If it turns out to be impractically slow despite the above, I'll certainly abandon this idea and find other ways to improve my workflow — but I'd like to at least give it a try.
You could use http://aspen.io/.
Presuming the makefile does some magic, you could make a simplate that does:
import subprocess
RESULTFILE = "/whatever/foo/bar"
^L
subprocess.call(['make'])
response.body = ''.join(open(resultfile).readlines())
^L
but if it's less magic, you could of course encode the build process into the simplate itself (using something like https://code.google.com/p/fabricate/ ) and get rid of the makefile entirely.
Since I'm a lazy sod, I'd suggest something like that:
Options +FollowSymlinks
RewriteEngine On
RewriteBase /
RewriteRule ^(.*)\/(.*)(/|)$ /make.php?base=$1&make=$2 [L,NC]
A regex pattern like that provides the two required parameters -
Which then can be passed to a shell-script by PHP function exec():
You might need to add exclusions above the pattern or inclusions to the pattern,
e.g define the first back-reference by words - else it would match other requests as well (which shouldn't be re-written).
The parameters can be accessed in shell-script like that:
#!/bin/bash
cd /var/www/$1
make $2
This seems like a really bad idea. You will add a HUGE amount of latency to each request waiting for the "make" to finish. In a development environment that is okay, but in production you are going to kill performance.
That said, you could write a simple apache module that would handle this:
http://linuxdocs.org/HOWTOs/Apache-Overview-HOWTO-12.html
I would still recommend considering if this is what you want to do. In development you know if you change a file that you need to remake. In production it is a performance killer.

Existing solutions to test a NSIS script

Does anyone know of an existing solution to help write tests for a NSIS script?
The motivation is the benefit of knowing whether modifying an existing installation script breaks it or has undesired side effects.

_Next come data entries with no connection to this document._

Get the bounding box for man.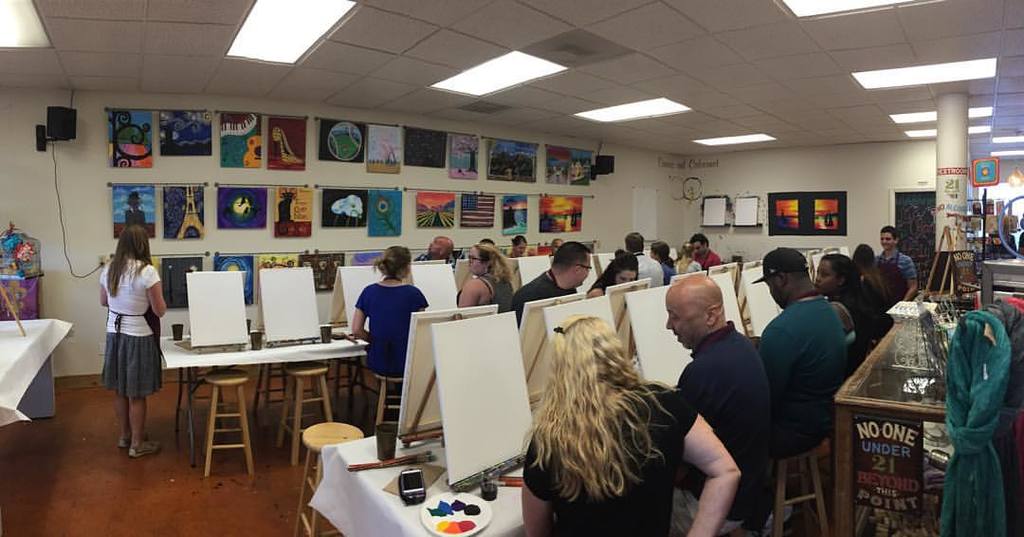
(x1=414, y1=235, x2=457, y2=259).
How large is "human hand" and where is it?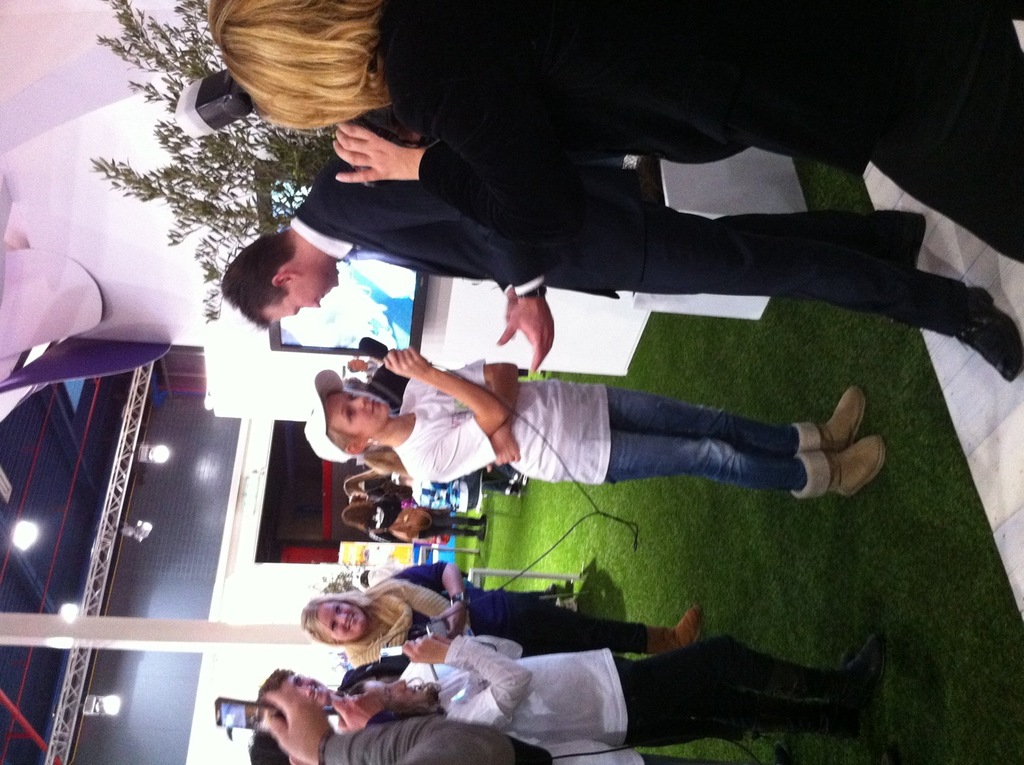
Bounding box: locate(502, 287, 518, 322).
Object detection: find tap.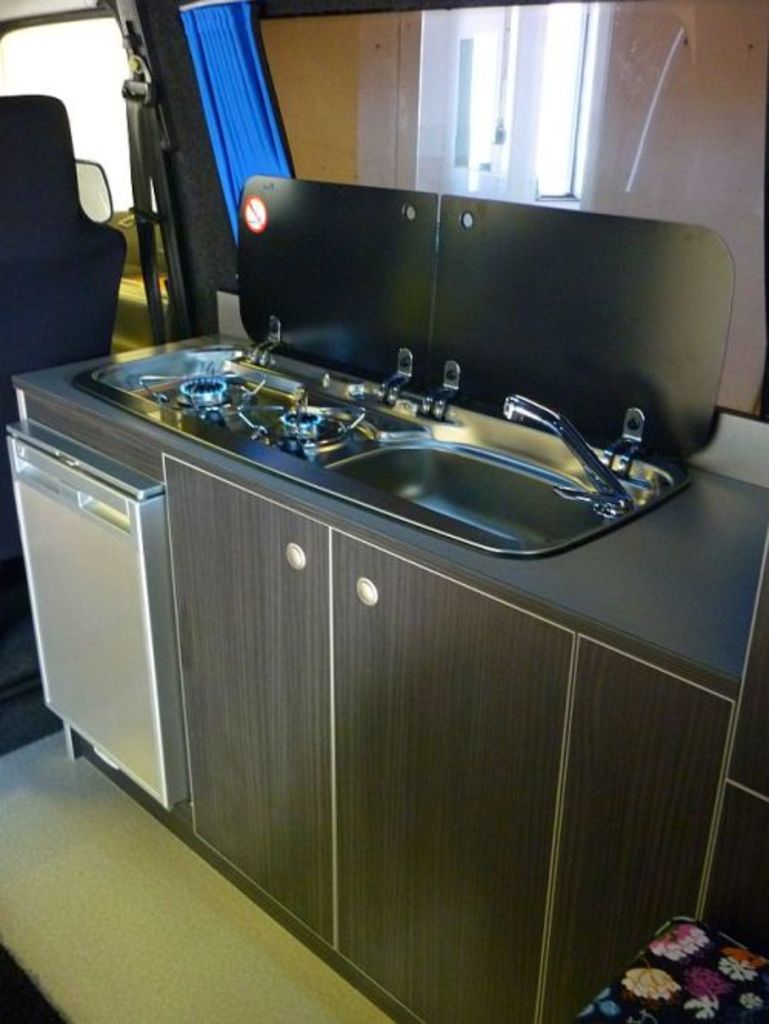
[x1=498, y1=394, x2=647, y2=520].
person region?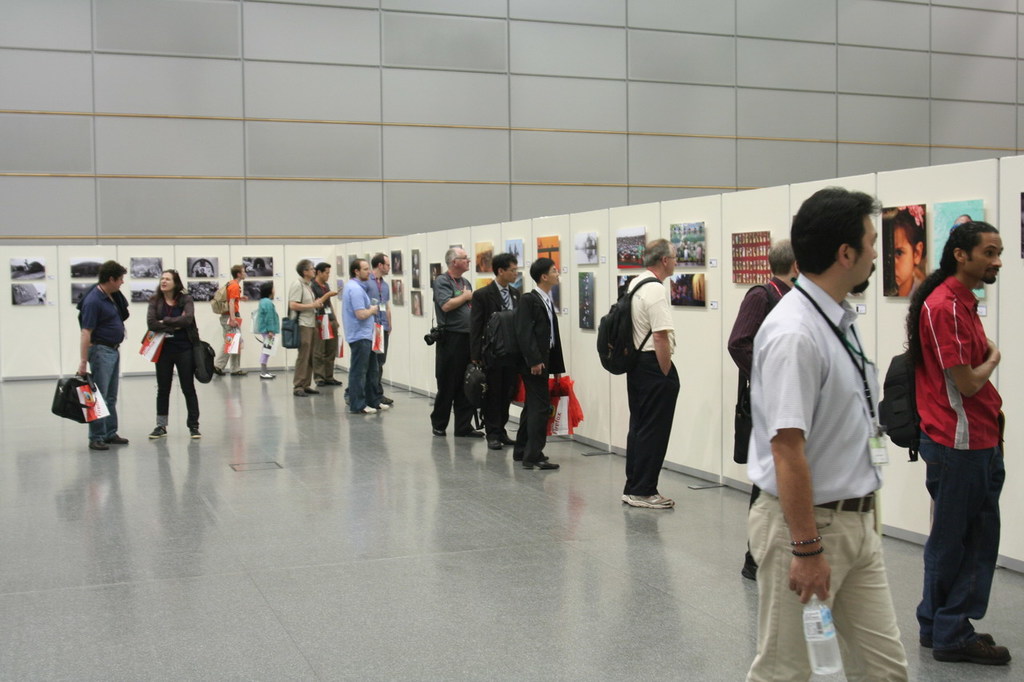
206,261,254,372
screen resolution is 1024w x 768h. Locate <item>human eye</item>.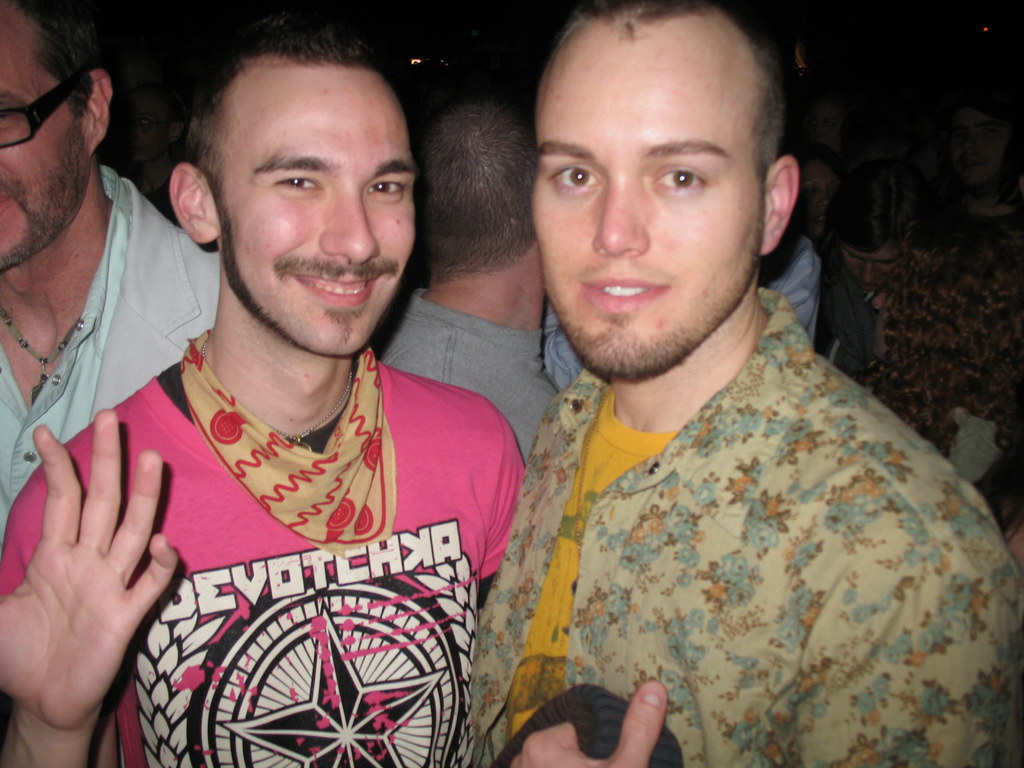
(540,156,607,196).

Unfortunately, I think the answer to your question depends at least partially on what you need to verify.
If all you are worried about is that the installation copies the right file(s) to the right places, sets the correct registry information etc., then almost any unit testing tool would probably meet your needs. I'd probably use something like RSpec2, or Cucumber, but that's because I am somewhat familiar with Ruby and like the fact that it would be an xcopy deployment if the scripts needed to be run on another machine. I also like the idea of using a BDD-based solution because the use of a domain-specific language that is very close to readable text would mean that others could more easily understand, and if necessary modify, the test specification when necessary.
If, however you are concerned about the user experience (what progress messages are shown, etc.) then I'm not sure that the tests you would need could be as easily expressed... or at least not without a certain level of pain.
Good Luck! Don't forget to let other people here know when/if you find a solution you like.
Check out Pavonis.
With Pavonis you can compile your NSIS script and get the output of any errors and warnings.
Another solution would be AutoIT.
You can compile your install using Jenkins and the NSIS command line compiler, set up an AutoIT test script and have Jenkins run the test.